Opera diva

Opera diva: “Hello? Who’s there? … The secretary? … Good. Tell the director that I’m not performing tonight. The theater is definitely empty and I have such a case of flu that the doctor, who’s with me just now, says I have to take to bed for a while.”
(Der Floh, Vienna, 1899) (See a similar version, albeit with the diva invoking only generic illness, in the Russian magazine Oskolki in 1896.)
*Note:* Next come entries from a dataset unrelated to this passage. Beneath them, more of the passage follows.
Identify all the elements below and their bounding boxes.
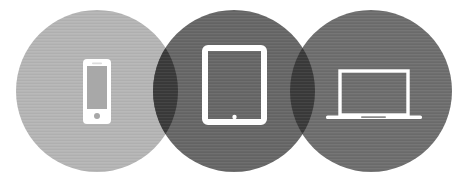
graphic-canvas — [0, 0, 467, 185]
devices-venn-diagram — [0, 0, 467, 185]
smartphone-icon — [83, 59, 111, 124]
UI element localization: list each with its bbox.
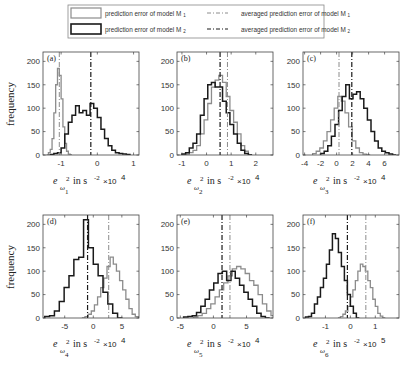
y-tick-label: 150 xyxy=(161,81,175,90)
panel-label: (e) xyxy=(181,217,190,226)
svg-text:3: 3 xyxy=(325,188,329,196)
svg-text:-2: -2 xyxy=(94,337,100,345)
x-tick-label: 0 xyxy=(334,159,339,168)
axes-frame xyxy=(177,215,273,318)
histogram-m2 xyxy=(50,104,130,156)
svg-text:2: 2 xyxy=(200,175,204,183)
histogram-panel-a: 050100150200-101(a)eω12in s-2×104 xyxy=(27,52,139,196)
svg-text:4: 4 xyxy=(255,173,260,182)
histogram-panel-e: 050100150200-505(e)eω52in s-2×104 xyxy=(161,215,284,359)
y-tick-label: 150 xyxy=(287,81,301,90)
x-tick-label: 5 xyxy=(244,322,249,331)
panel-label: (a) xyxy=(47,54,56,63)
y-tick-label: 50 xyxy=(165,290,174,299)
y-tick-label: 100 xyxy=(287,104,301,113)
x-tick-label: -1 xyxy=(58,159,66,168)
x-tick-label: 0 xyxy=(348,322,353,331)
svg-text:4: 4 xyxy=(255,336,260,345)
x-tick-label: 0 xyxy=(204,159,209,168)
svg-text:-2: -2 xyxy=(354,337,360,345)
y-tick-label: 0 xyxy=(170,151,175,160)
y-tick-label: 150 xyxy=(287,244,301,253)
svg-text:in s: in s xyxy=(73,175,87,186)
y-tick-label: 50 xyxy=(291,127,300,136)
histogram-m2 xyxy=(45,220,123,318)
svg-text:6: 6 xyxy=(325,351,329,359)
svg-text:e: e xyxy=(53,175,58,186)
y-tick-label: 150 xyxy=(27,81,41,90)
svg-text:5: 5 xyxy=(199,351,203,359)
x-tick-label: -1 xyxy=(178,159,186,168)
x-axis-label: eω12in s-2×104 xyxy=(53,173,126,196)
panel-label: (b) xyxy=(181,54,191,63)
svg-text:×10: ×10 xyxy=(237,340,251,349)
y-tick-label: 100 xyxy=(161,104,175,113)
y-tick-label: 200 xyxy=(27,220,41,229)
x-tick-label: 1 xyxy=(131,159,136,168)
histogram-panel-b: 050100150200-1012(b)eω22in s-2×104 xyxy=(161,52,273,196)
svg-text:2: 2 xyxy=(326,175,330,183)
panel-label: (f) xyxy=(307,217,315,226)
x-tick-label: 2 xyxy=(350,159,355,168)
x-tick-label: -2 xyxy=(317,159,325,168)
histogram-m1 xyxy=(194,267,284,319)
svg-text:e: e xyxy=(187,338,192,349)
svg-text:4: 4 xyxy=(381,173,386,182)
x-tick-label: -5 xyxy=(61,322,69,331)
x-tick-label: 1 xyxy=(229,159,234,168)
legend-label-m1: prediction error of model M xyxy=(105,10,181,18)
svg-text:e: e xyxy=(53,338,58,349)
x-tick-label: 1 xyxy=(373,322,378,331)
svg-text:2: 2 xyxy=(66,175,70,183)
x-tick-label: 0 xyxy=(91,322,96,331)
y-tick-label: 0 xyxy=(170,314,175,323)
y-tick-label: 100 xyxy=(287,267,301,276)
y-axis-label-top: frequency xyxy=(4,82,16,126)
histogram-m1 xyxy=(313,96,371,155)
svg-text:×10: ×10 xyxy=(363,177,377,186)
svg-text:4: 4 xyxy=(121,173,126,182)
svg-text:4: 4 xyxy=(65,351,69,359)
svg-text:×10: ×10 xyxy=(237,177,251,186)
histogram-m2 xyxy=(305,234,359,318)
x-tick-label: -5 xyxy=(177,322,185,331)
x-tick-label: -1 xyxy=(322,322,330,331)
svg-text:in s: in s xyxy=(333,338,347,349)
x-tick-label: 4 xyxy=(366,159,371,168)
x-axis-label: eω62in s-2×105 xyxy=(313,336,386,359)
x-tick-label: -4 xyxy=(301,159,309,168)
x-axis-label: eω52in s-2×104 xyxy=(187,336,260,359)
y-tick-label: 200 xyxy=(287,57,301,66)
y-tick-label: 100 xyxy=(27,267,41,276)
y-axis-label-bottom: frequency xyxy=(4,245,16,289)
y-tick-label: 0 xyxy=(296,314,301,323)
legend: prediction error of model M 1 prediction… xyxy=(68,5,351,38)
svg-text:in s: in s xyxy=(73,338,87,349)
svg-text:×10: ×10 xyxy=(103,340,117,349)
svg-text:4: 4 xyxy=(121,336,126,345)
svg-text:in s: in s xyxy=(207,338,221,349)
histogram-m1 xyxy=(82,257,142,318)
y-tick-label: 100 xyxy=(161,267,175,276)
histogram-panel-c: 050100150200-4-20246(c)eω32in s-2×104 xyxy=(287,52,399,196)
legend-label-avg-m1: averaged prediction error of model M xyxy=(241,10,346,18)
axes-frame xyxy=(43,215,139,318)
x-axis-label: eω42in s-2×104 xyxy=(53,336,126,359)
svg-text:1: 1 xyxy=(65,188,69,196)
svg-text:5: 5 xyxy=(381,336,386,345)
x-tick-label: 2 xyxy=(254,159,259,168)
x-tick-label: 0 xyxy=(211,322,216,331)
x-tick-label: 0 xyxy=(95,159,100,168)
svg-text:2: 2 xyxy=(199,188,203,196)
y-tick-label: 200 xyxy=(287,220,301,229)
y-tick-label: 50 xyxy=(31,127,40,136)
svg-text:e: e xyxy=(313,175,318,186)
svg-text:e: e xyxy=(313,338,318,349)
axes-frame xyxy=(177,52,273,155)
legend-label-m2: prediction error of model M xyxy=(105,26,181,34)
y-tick-label: 200 xyxy=(161,57,175,66)
y-tick-label: 200 xyxy=(161,220,175,229)
y-tick-label: 100 xyxy=(27,104,41,113)
y-tick-label: 0 xyxy=(36,314,41,323)
svg-text:e: e xyxy=(187,175,192,186)
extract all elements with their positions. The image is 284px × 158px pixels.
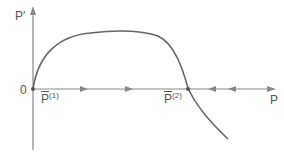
equilibrium-label-2: P(2) (164, 93, 182, 105)
equilibrium-point-2 (186, 87, 190, 91)
phase-diagram: P′ P 0 P(1) P(2) (0, 0, 284, 158)
equilibrium-label-2-sup: (2) (172, 91, 182, 100)
y-axis-arrowhead-icon (30, 6, 36, 15)
origin-label: 0 (20, 84, 27, 96)
equilibrium-label-1-base: P (41, 92, 49, 106)
equilibrium-label-1: P(1) (41, 93, 59, 105)
flow-arrow-left-icon (208, 86, 216, 92)
flow-arrow-left-icon (228, 86, 236, 92)
equilibrium-label-1-sup: (1) (49, 91, 59, 100)
y-axis-label: P′ (15, 10, 25, 22)
x-axis-label: P (270, 94, 278, 106)
equilibrium-label-2-base: P (164, 92, 172, 106)
diagram-canvas (0, 0, 284, 158)
x-axis-arrowhead-icon (267, 86, 276, 92)
flow-arrow-right-icon (80, 86, 88, 92)
equilibrium-point-1 (31, 87, 35, 91)
flow-arrow-right-icon (125, 86, 133, 92)
growth-curve (33, 31, 228, 139)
Our draftsman and the influenza

This spare image is fascinating, appearing when an influenza epidemic had prevailed for more than two months in the city of Amsterdam, at a dramatic cost of nearly one in thirty residents every week. The artist, his own medicaments at hand, seems to be contemplating, not so much his own clinical predicament, but how to represent the crisis in visual terms. The self-portrait might represent his interim solution to a dilemma he is not sure how to address satirically. (The irregular Bijvoegsel supplement was most often humorous in content.)
(De Amsterdammer, Amsterdam, 1890)

Dutch flu cartoon

Ah so!

An uncomfortable reminder of the prevalent anti-Semitism in Vienna at the fin-de-siècle.
Stranger: “For heaven’s sake, does an influenza prevail there or some other kind of epidemic?”
Kikeriki: “Not a trace! This is only coming from our Jewish-Liberals, who are “sniffing” in irritation because they’re never in the parliamentary majority!”
(Kikeriki, Vienna, 1897)

Austrian flu cartoon

The flu

From Le Charivari, Paris, 1848:

View of a pharmacist shop in January 1848. “Each in turn, gentlemen, each in turn.”

French flu cartoon

“Well, my dear, it is impossible for me to pay you today; I have the flu.”

French flu cartoon

“Where are your men, lieutenant?”
“My commander, they’ve all gone to bed.”

French flu cartoon

“Just a few more bottles of my syrup, and I hope you’ll get better.”

French flu cartoon

At the show. General sneezing across the board.

French flu cartoon

“Come on, coachman, come on!”
“I can’t go any faster, sir, my horse has the flu.”

French flu cartoon

A mistress of the house has to eat alone a dinner prepared for forty people. (No doubt punning on “quarantine.”)

French flu cartoon

Acclimatization of Abd-el-Kader. (Algerian military leader then held captive by the French. Note the clystère in the background, a familiar French theme.)
“Cristi! This time here I am completely taken!”

French flu cartoon

Cholera does not come to France for fear of catching the flu there.

French cholera cartoon

Wounded pride

“You complain of headache, madame, and you also have some fever. It seems to be a mild case of influenza, a sort of influenza-straggler…”
“You will prove wrong, finest doctor, examine better. I take care to join in a fashion only when it is completely new.”